I’m not a gun aficionado. I suppose, in a way, that my father and my brother were. But I’m definitely not. I haven’t fired a weapon in more than a decade; I haven’t been hunting since I was a teenager. I have no objection to guns and hunting; I just do different things.
The other day, though — was it in Texas? perhaps even (oddly) at the entrance to the Alamo? — I saw a sign indicating that I was entering a “gun-free zone.”
I think such signs are unwise. Imprudent.
I don’t necessarily advocate packing heat, or that churches be bristling with concealed weapons. Certainly I’ve never taken a gun to church.
But the sign that I saw the other day disturbed me.
Good people, seeing such a sign, will probably comply. People carrying guns with an intent to do harm surely won’t.
And what that means is that would-be killers can enter a theater, or a church, or a school secure in the knowledge that nobody there will be able to fire back. They’ll have unconstrained leisure to murder defenseless people for as long as it takes the police to arrive.
I think such monsters should be left in uncertainty. Might there be somebody here who can fire back? Maybe even somebody with real skill? Might I be killed within minutes or even seconds of opening fire?
Barry Goldwater was once asked if he really would have used atomic bombs against North Vietnam. Probably not, he responded. But, he continued, why assure the enemy that you won’t? Let them wonder! Let them worry!
The horrific killing of nine people at that church in Charleston, South Carolina — in an area of the city that I actually know just a bit, since one of my sons lived in Charleston for a while (and loved it) — has brought this matter back to my thoughts.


ASSIGNMENT: Each line of the listing that includes "hand" should be reported.

EXERCISE INPUTS:
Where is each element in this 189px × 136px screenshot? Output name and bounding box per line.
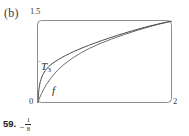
- curve-t3: [38, 21, 172, 102]
- y-axis-max-label: 1.5: [30, 7, 40, 16]
- answer-number: 59.: [3, 117, 16, 130]
- answer-expression: − 1 8: [19, 117, 31, 133]
- plot-frame: [38, 21, 172, 103]
- figure-page: (b) 1.5 0 2 T3 f 59. − 1: [0, 0, 189, 136]
- fraction-numerator: 1: [26, 117, 31, 124]
- plot-figure: 1.5 0 2 T3 f: [0, 0, 189, 116]
- curve-f: [38, 21, 171, 102]
- curve-label-t3-subscript: 3: [47, 66, 51, 74]
- x-axis-max-label: 2: [173, 97, 177, 106]
- curve-label-t3: T3: [41, 61, 51, 74]
- curve-label-f: f: [52, 85, 55, 96]
- origin-label: 0: [29, 97, 33, 106]
- minus-sign: −: [19, 121, 24, 134]
- answer-line: 59. − 1 8: [3, 117, 31, 136]
- fraction-denominator: 8: [26, 126, 31, 133]
- fraction: 1 8: [25, 117, 31, 133]
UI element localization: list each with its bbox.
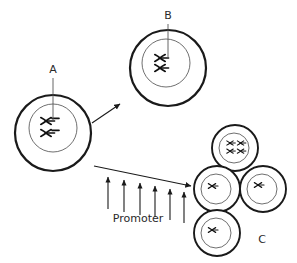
cell-c-bottom-nucleus [201, 218, 231, 248]
cell-c-cluster: C [194, 125, 286, 256]
cell-c-left [194, 166, 240, 212]
cell-b: B [130, 9, 206, 106]
cell-c-right [240, 166, 286, 212]
label-c: C [258, 233, 266, 246]
label-a: A [49, 63, 57, 76]
cell-division-diagram: A B Promoter [0, 0, 297, 263]
cell-c-top [212, 125, 258, 171]
cell-c-left-nucleus [201, 174, 231, 204]
label-promoter: Promoter [113, 212, 164, 225]
label-b: B [164, 9, 172, 22]
diagram-canvas: A B Promoter [0, 0, 297, 263]
cell-b-nucleus [142, 39, 190, 87]
cell-c-right-nucleus [247, 174, 277, 204]
arrow-a-to-b [92, 104, 120, 123]
cell-a: A [15, 63, 91, 171]
cell-c-top-nucleus [219, 133, 249, 163]
cell-c-bottom [194, 210, 240, 256]
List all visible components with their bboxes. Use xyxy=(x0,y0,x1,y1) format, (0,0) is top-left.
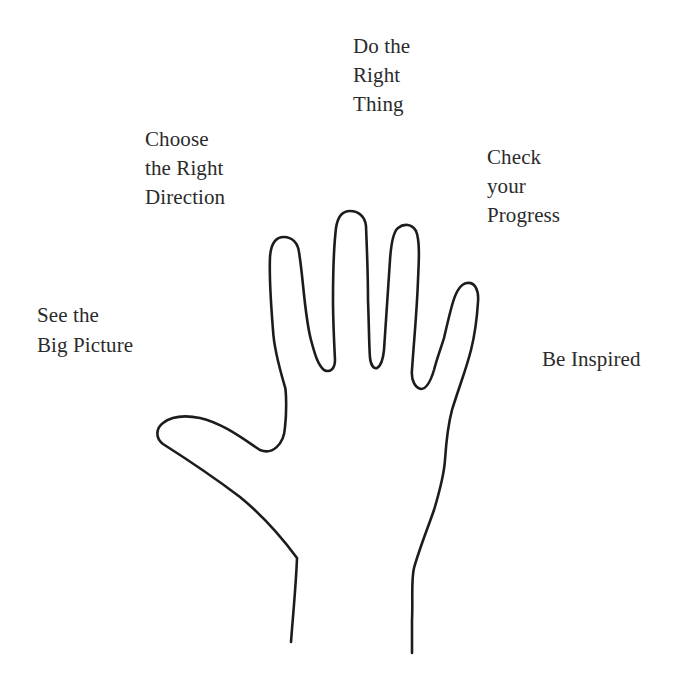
label-line: your xyxy=(487,172,560,201)
label-line: Progress xyxy=(487,201,560,230)
label-line: Thing xyxy=(353,90,410,119)
label-line: Big Picture xyxy=(37,330,133,360)
label-line: the Right xyxy=(145,154,225,183)
label-check-your-progress: Check your Progress xyxy=(487,143,560,230)
label-line: Do the xyxy=(353,32,410,61)
hand-outline-path xyxy=(157,211,478,653)
label-line: Choose xyxy=(145,125,225,154)
label-line: Direction xyxy=(145,183,225,212)
label-line: Be Inspired xyxy=(542,345,641,374)
label-do-the-right-thing: Do the Right Thing xyxy=(353,32,410,119)
label-line: See the xyxy=(37,300,133,330)
label-line: Check xyxy=(487,143,560,172)
label-choose-the-right-direction: Choose the Right Direction xyxy=(145,125,225,212)
label-see-the-big-picture: See the Big Picture xyxy=(37,300,133,360)
hand-diagram: See the Big Picture Choose the Right Dir… xyxy=(0,0,692,686)
label-be-inspired: Be Inspired xyxy=(542,345,641,374)
label-line: Right xyxy=(353,61,410,90)
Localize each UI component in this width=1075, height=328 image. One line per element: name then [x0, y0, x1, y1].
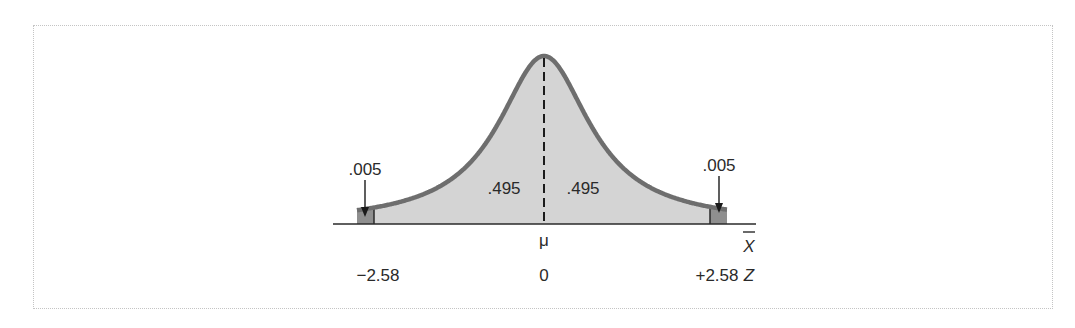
- left-center-area-label: .495: [487, 179, 520, 198]
- z-value-left: −2.58: [356, 266, 399, 285]
- z-axis-symbol: Z: [743, 266, 755, 285]
- left-tail-area-label: .005: [348, 160, 381, 179]
- z-value-center: 0: [539, 266, 548, 285]
- mean-label: μ: [539, 231, 549, 250]
- right-center-area-label: .495: [566, 179, 599, 198]
- z-value-right: +2.58: [695, 266, 738, 285]
- x-bar-axis-symbol: X: [742, 237, 755, 256]
- right-tail-area-label: .005: [702, 156, 735, 175]
- normal-curve-diagram: .005 .005 .495 .495 μ X −2.58 0 +2.58 Z: [0, 0, 1075, 328]
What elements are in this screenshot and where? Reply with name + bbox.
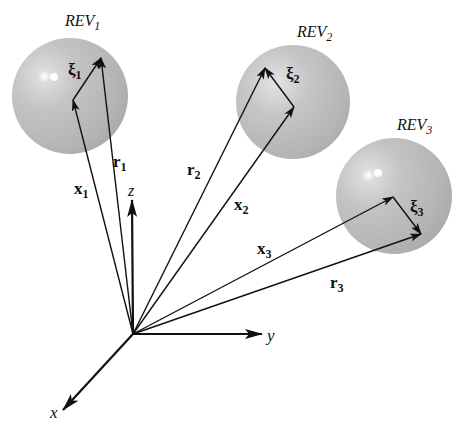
x3-vector-arrow [133,197,393,334]
rev2-label: REV2 [296,23,332,44]
r3-vector-arrow [133,234,421,334]
sphere-rev3 [336,138,452,254]
rev3-label: REV3 [396,116,432,137]
z-axis-label: z [127,182,135,199]
x2-label: x2 [234,195,249,217]
sphere-rev3-body [336,138,452,254]
sphere-rev2-body [236,45,350,159]
r2-label: r2 [187,160,201,182]
x3-label: x3 [257,239,272,261]
r1-label: r1 [113,152,127,174]
z-axis-arrow [132,200,133,334]
sphere-rev1-highlight [50,73,58,81]
r3-label: r3 [330,273,344,295]
x2-vector-arrow [133,107,294,334]
sphere-rev2 [236,45,350,159]
x-axis-label: x [49,403,58,422]
r2-vector-arrow [133,68,265,334]
coordinate-axes [63,200,262,410]
rev-position-diagram: z y x REV1 REV2 REV3 x1 r1 ξ1 x2 r2 ξ2 x… [0,0,469,429]
sphere-rev3-highlight [374,169,382,177]
x1-label: x1 [74,179,89,201]
x-axis-arrow [63,334,133,410]
y-axis-label: y [265,326,275,345]
rev1-label: REV1 [64,12,100,33]
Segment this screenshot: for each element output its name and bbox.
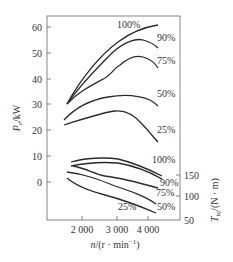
torque-label-100: 100% [152, 154, 175, 165]
y-right-tick-label: 100 [184, 191, 199, 202]
power-label-50: 50% [157, 88, 175, 99]
y-tick-label: 60 [32, 22, 42, 33]
torque-curve-100 [71, 158, 162, 176]
torque-label-25: 25% [118, 201, 136, 212]
power-curve-25 [64, 111, 158, 142]
y-tick-label: 40 [32, 74, 42, 85]
torque-label-50: 50% [157, 201, 175, 212]
y-tick-label: 30 [32, 99, 42, 110]
torque-curve-75 [73, 166, 158, 188]
y-tick-label: 0 [37, 177, 42, 188]
y-tick-label: 50 [32, 48, 42, 59]
engine-characteristic-chart: 60 50 40 30 20 10 0 Pe/kW 150 100 50 Ttq… [0, 0, 233, 262]
power-label-90: 90% [157, 32, 175, 43]
x-axis-title: n/(r · min−1) [90, 238, 139, 251]
left-y-axis: 60 50 40 30 20 10 0 [32, 22, 51, 188]
power-label-25: 25% [157, 124, 175, 135]
y-tick-label: 20 [32, 125, 42, 136]
torque-curve-90 [71, 163, 162, 179]
x-tick-label: 4 000 [137, 224, 160, 235]
x-tick-label: 2 000 [71, 224, 94, 235]
y-right-tick-label: 150 [184, 170, 199, 181]
right-y-axis: 150 100 50 [176, 170, 199, 226]
power-label-100: 100% [117, 19, 140, 30]
power-label-75: 75% [157, 55, 175, 66]
left-axis-title: Pe/kW [11, 104, 24, 132]
power-curve-50 [64, 96, 158, 120]
x-tick-label: 3 000 [106, 224, 129, 235]
right-axis-title: Ttq/(N · m) [209, 178, 222, 222]
torque-label-75: 75% [156, 187, 174, 198]
x-axis: 2 000 3 000 4 000 [71, 216, 160, 235]
torque-curves [67, 158, 162, 213]
y-tick-label: 10 [32, 151, 42, 162]
y-right-tick-label: 50 [184, 215, 194, 226]
power-curves [64, 25, 158, 142]
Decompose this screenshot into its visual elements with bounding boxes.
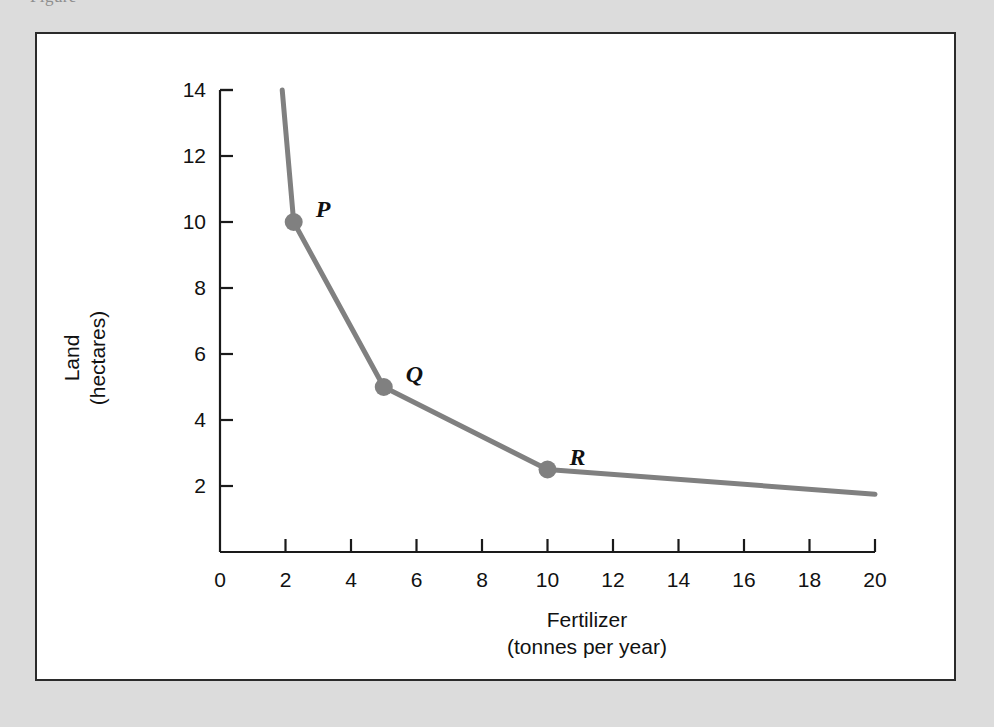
data-point-label-Q: Q: [406, 361, 423, 388]
x-tick-label-8: 8: [476, 568, 488, 592]
y-tick-label-14: 14: [183, 78, 206, 102]
x-tick-label-20: 20: [863, 568, 886, 592]
y-axis-title-units: (hectares): [86, 311, 109, 406]
x-axis-title-units: (tonnes per year): [507, 635, 667, 658]
x-axis-title: Fertilizer (tonnes per year): [407, 606, 767, 661]
x-tick-label-12: 12: [601, 568, 624, 592]
data-point-label-R: R: [570, 444, 586, 471]
x-tick-label-16: 16: [732, 568, 755, 592]
data-point-P[interactable]: [285, 213, 303, 231]
y-axis-title-main: Land: [60, 335, 83, 382]
x-tick-label-14: 14: [667, 568, 690, 592]
x-tick-label-4: 4: [345, 568, 357, 592]
x-tick-label-18: 18: [798, 568, 821, 592]
cut-off-caption: Figure: [30, 0, 77, 7]
y-tick-label-6: 6: [194, 342, 206, 366]
x-tick-label-6: 6: [411, 568, 423, 592]
x-tick-label-2: 2: [280, 568, 292, 592]
y-tick-label-12: 12: [183, 144, 206, 168]
data-point-Q[interactable]: [375, 378, 393, 396]
data-point-label-P: P: [316, 196, 331, 223]
series-line-isoquant: [282, 90, 875, 494]
y-axis-title: Land (hectares): [59, 311, 112, 406]
y-tick-label-8: 8: [194, 276, 206, 300]
chart-plot-area: Land (hectares) Fertilizer (tonnes per y…: [37, 34, 954, 679]
x-axis-title-main: Fertilizer: [547, 608, 628, 631]
page-top-cut-strip: Figure: [0, 0, 994, 12]
data-point-R[interactable]: [539, 461, 557, 479]
x-tick-label-0: 0: [214, 568, 226, 592]
y-tick-label-2: 2: [194, 474, 206, 498]
figure-panel: Land (hectares) Fertilizer (tonnes per y…: [35, 32, 956, 681]
y-tick-label-4: 4: [194, 408, 206, 432]
y-tick-label-10: 10: [183, 210, 206, 234]
x-tick-label-10: 10: [536, 568, 559, 592]
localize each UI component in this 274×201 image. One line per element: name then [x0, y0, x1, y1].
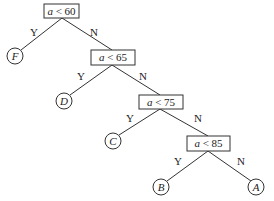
edge-n1-F	[21, 18, 62, 50]
edge-label-n4-A: N	[237, 155, 245, 167]
decision-node-a-lt-75: a < 75	[139, 95, 183, 109]
edge-label-n2-n3: N	[139, 70, 147, 82]
decision-node-a-lt-85: a < 85	[187, 136, 230, 151]
leaf-node-C: C	[105, 133, 121, 149]
svg-text:a < 85: a < 85	[194, 137, 223, 149]
edge-label-n3-C: Y	[126, 112, 134, 124]
svg-text:F: F	[11, 50, 19, 62]
edge-n1-n2	[62, 18, 112, 50]
edge-n2-n3	[112, 65, 160, 95]
svg-text:D: D	[59, 95, 68, 107]
leaf-node-D: D	[56, 93, 72, 109]
decision-tree-diagram: Y N Y N Y N Y N a < 60 a < 65 a < 75 a <…	[0, 0, 274, 201]
leaf-node-F: F	[7, 48, 23, 64]
svg-text:a < 65: a < 65	[99, 51, 128, 63]
leaf-node-A: A	[248, 179, 264, 195]
edge-label-n4-B: Y	[174, 155, 182, 167]
svg-text:C: C	[109, 135, 117, 147]
svg-text:a < 75: a < 75	[147, 96, 176, 108]
edge-label-n3-n4: N	[194, 112, 202, 124]
edge-label-n1-F: Y	[30, 26, 38, 38]
leaf-node-B: B	[153, 179, 169, 195]
edge-label-n2-D: Y	[77, 70, 85, 82]
svg-text:A: A	[252, 181, 260, 193]
decision-node-a-lt-60: a < 60	[44, 4, 79, 18]
edge-label-n1-n2: N	[90, 26, 98, 38]
decision-node-a-lt-65: a < 65	[91, 50, 135, 65]
svg-text:a < 60: a < 60	[47, 5, 76, 17]
svg-text:B: B	[158, 181, 165, 193]
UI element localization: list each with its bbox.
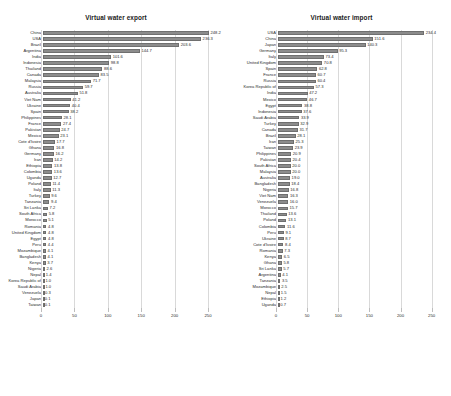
axis-tick [369,308,370,312]
bar [278,61,322,65]
axis-tick [276,308,277,312]
axis-tick [432,308,433,312]
axis-tick-label: 200 [171,313,178,318]
bar [278,67,317,71]
bar [278,55,324,59]
bar [43,104,70,108]
axis-tick [208,308,209,312]
bar [278,249,283,253]
bar [43,249,46,253]
bar [278,200,288,204]
bar [43,73,99,77]
bar [43,43,179,47]
bar-rows-import: USA234.4China151.6Japan140.3Germany95.3I… [232,30,451,308]
bar [43,231,46,235]
axis-tick [401,308,402,312]
axis-tick [108,308,109,312]
bar [278,140,294,144]
bar [43,67,102,71]
bar-rows-export: China248.2USA236.3Brazil203.6Argentina14… [0,30,232,308]
bar [278,243,283,247]
bar [278,207,288,211]
bar [43,158,52,162]
bar [278,279,280,283]
axis-tick [74,308,75,312]
plot-area-import: USA234.4China151.6Japan140.3Germany95.3I… [232,30,451,322]
bar [278,158,291,162]
bar [278,98,307,102]
axis-tick [175,308,176,312]
bar [278,219,286,223]
bar [43,37,201,41]
bar [278,237,283,241]
bar [278,146,293,150]
bar [278,43,365,47]
axis-tick-label: 200 [397,313,404,318]
x-axis-export: 050100150200250 [0,308,232,322]
bar [278,261,282,265]
bar [278,225,285,229]
axis-tick [307,308,308,312]
bar [278,188,288,192]
bar [43,80,91,84]
bar [43,61,109,65]
bar [278,170,290,174]
bar [43,219,46,223]
bar [278,182,289,186]
bar [43,116,62,120]
axis-tick-label: 150 [138,313,145,318]
bar [278,128,298,132]
bar [278,92,307,96]
bar [278,80,316,84]
bar [43,225,46,229]
axis-tick-label: 50 [305,313,310,318]
axis-tick-label: 50 [72,313,77,318]
bar [278,255,282,259]
bar [278,152,291,156]
bar [43,261,45,265]
bar [278,134,295,138]
bar [43,237,46,241]
axis-tick-label: 250 [428,313,435,318]
bar [278,273,281,277]
bar [43,134,58,138]
bar [278,122,298,126]
bar [278,194,288,198]
axis-tick-label: 150 [366,313,373,318]
bar [43,31,209,35]
bar [43,49,140,53]
bar [43,207,48,211]
gridline [276,30,277,308]
x-axis-import: 050100150200250 [232,308,451,322]
axis-tick-label: 0 [275,313,277,318]
bar [43,128,59,132]
bar [278,267,282,271]
bar [43,170,52,174]
bar [43,200,49,204]
axis-tick [141,308,142,312]
axis-tick-label: 100 [335,313,342,318]
bar [278,104,302,108]
bar [278,37,372,41]
bar [278,231,284,235]
bar [43,182,51,186]
axis-tick [338,308,339,312]
axis-tick-label: 100 [104,313,111,318]
bar [43,176,51,180]
bar [278,285,280,289]
bar [43,122,61,126]
bar [278,110,301,114]
bar [278,73,316,77]
bar [43,194,49,198]
bar [278,164,290,168]
axis-tick-label: 0 [40,313,42,318]
axis-tick [41,308,42,312]
chart-panel-export: Virtual water export China248.2USA236.3B… [0,0,232,396]
bar [43,98,71,102]
bar [43,164,52,168]
bar [278,213,286,217]
bar [43,140,55,144]
bar [43,55,111,59]
bar [278,86,314,90]
bar [278,49,337,53]
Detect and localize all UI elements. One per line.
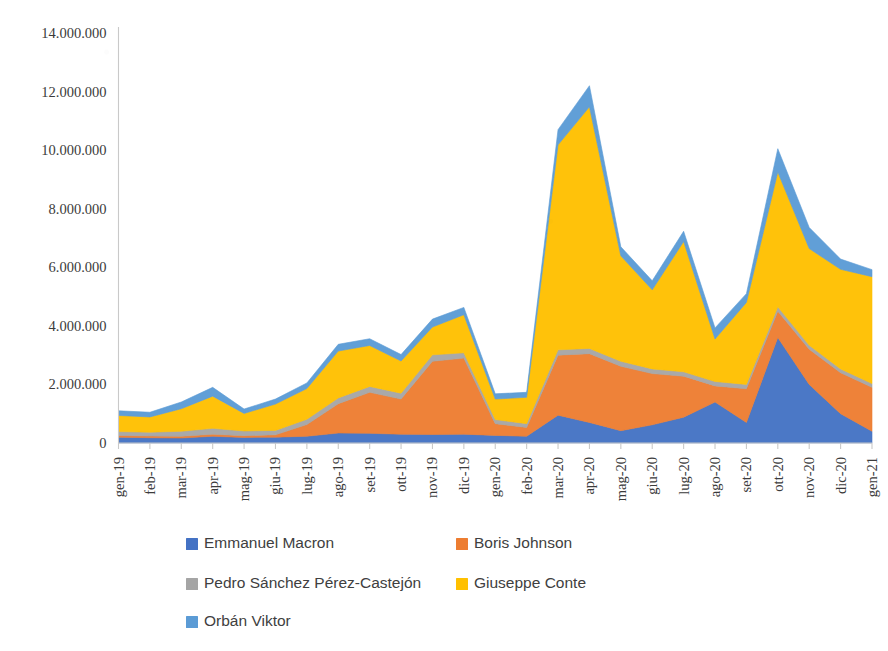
- y-axis-tick-label: 10.000.000: [41, 142, 106, 158]
- x-axis-tick-label: ago-20: [707, 457, 723, 497]
- x-axis-tick-label: mar-19: [173, 457, 189, 499]
- x-axis-tick-label: ago-19: [330, 457, 346, 497]
- legend-label: Emmanuel Macron: [204, 534, 334, 551]
- y-axis-tick-label: 4.000.000: [49, 318, 107, 334]
- chart-legend: Emmanuel MacronBoris JohnsonPedro Sánche…: [186, 534, 586, 629]
- x-axis-tick-label: dic-19: [456, 457, 472, 494]
- y-axis-tick-label: 14.000.000: [41, 25, 106, 41]
- x-axis-tick-label: gen-19: [111, 457, 127, 497]
- chart-canvas: 02.000.0004.000.0006.000.0008.000.00010.…: [0, 0, 888, 651]
- x-axis-tick-label: set-20: [738, 457, 754, 492]
- x-axis-tick-label: gen-21: [864, 457, 880, 497]
- legend-label: Pedro Sánchez Pérez-Castejón: [204, 574, 421, 591]
- legend-swatch: [186, 538, 198, 550]
- legend-label: Giuseppe Conte: [474, 574, 586, 591]
- legend-item[interactable]: Emmanuel Macron: [186, 534, 334, 551]
- x-axis-tick-label: mag-19: [236, 457, 252, 501]
- x-axis: gen-19feb-19mar-19apr-19mag-19giu-19lug-…: [111, 443, 881, 501]
- x-axis-tick-label: mag-20: [613, 457, 629, 501]
- x-axis-tick-label: ott-19: [393, 457, 409, 492]
- stacked-area-chart: 02.000.0004.000.0006.000.0008.000.00010.…: [0, 0, 888, 651]
- plot-series-group: [119, 86, 873, 443]
- legend-item[interactable]: Pedro Sánchez Pérez-Castejón: [186, 574, 421, 591]
- x-axis-tick-label: apr-20: [581, 457, 597, 495]
- legend-item[interactable]: Boris Johnson: [456, 534, 572, 551]
- legend-label: Orbán Viktor: [204, 612, 291, 629]
- x-axis-tick-label: nov-19: [424, 457, 440, 498]
- y-axis-tick-label: 0: [99, 435, 106, 451]
- legend-swatch: [186, 616, 198, 628]
- legend-item[interactable]: Giuseppe Conte: [456, 574, 586, 591]
- legend-swatch: [186, 578, 198, 590]
- x-axis-tick-label: mar-20: [550, 457, 566, 499]
- x-axis-tick-label: nov-20: [801, 457, 817, 498]
- y-axis-tick-label: 12.000.000: [41, 84, 106, 100]
- y-axis-tick-label: 6.000.000: [49, 259, 107, 275]
- x-axis-tick-label: apr-19: [205, 457, 221, 495]
- x-axis-tick-label: ott-20: [770, 457, 786, 492]
- y-axis-tick-label: 8.000.000: [49, 201, 107, 217]
- legend-swatch: [456, 578, 468, 590]
- x-axis-tick-label: feb-20: [519, 457, 535, 495]
- legend-item[interactable]: Orbán Viktor: [186, 612, 291, 629]
- x-axis-tick-label: giu-20: [644, 457, 660, 495]
- x-axis-tick-label: set-19: [362, 457, 378, 492]
- legend-label: Boris Johnson: [474, 534, 572, 551]
- x-axis-tick-label: feb-19: [142, 457, 158, 495]
- x-axis-tick-label: lug-20: [676, 457, 692, 495]
- x-axis-tick-label: gen-20: [487, 457, 503, 497]
- y-axis: 02.000.0004.000.0006.000.0008.000.00010.…: [41, 25, 118, 451]
- y-axis-tick-label: 2.000.000: [49, 376, 107, 392]
- x-axis-tick-label: dic-20: [833, 457, 849, 494]
- legend-swatch: [456, 538, 468, 550]
- x-axis-tick-label: lug-19: [299, 457, 315, 495]
- x-axis-tick-label: giu-19: [267, 457, 283, 495]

PROBLEM SOLUTION:
hand-outline-path xyxy=(157,211,478,653)
hand-diagram: See the Big Picture Choose the Right Dir… xyxy=(0,0,692,686)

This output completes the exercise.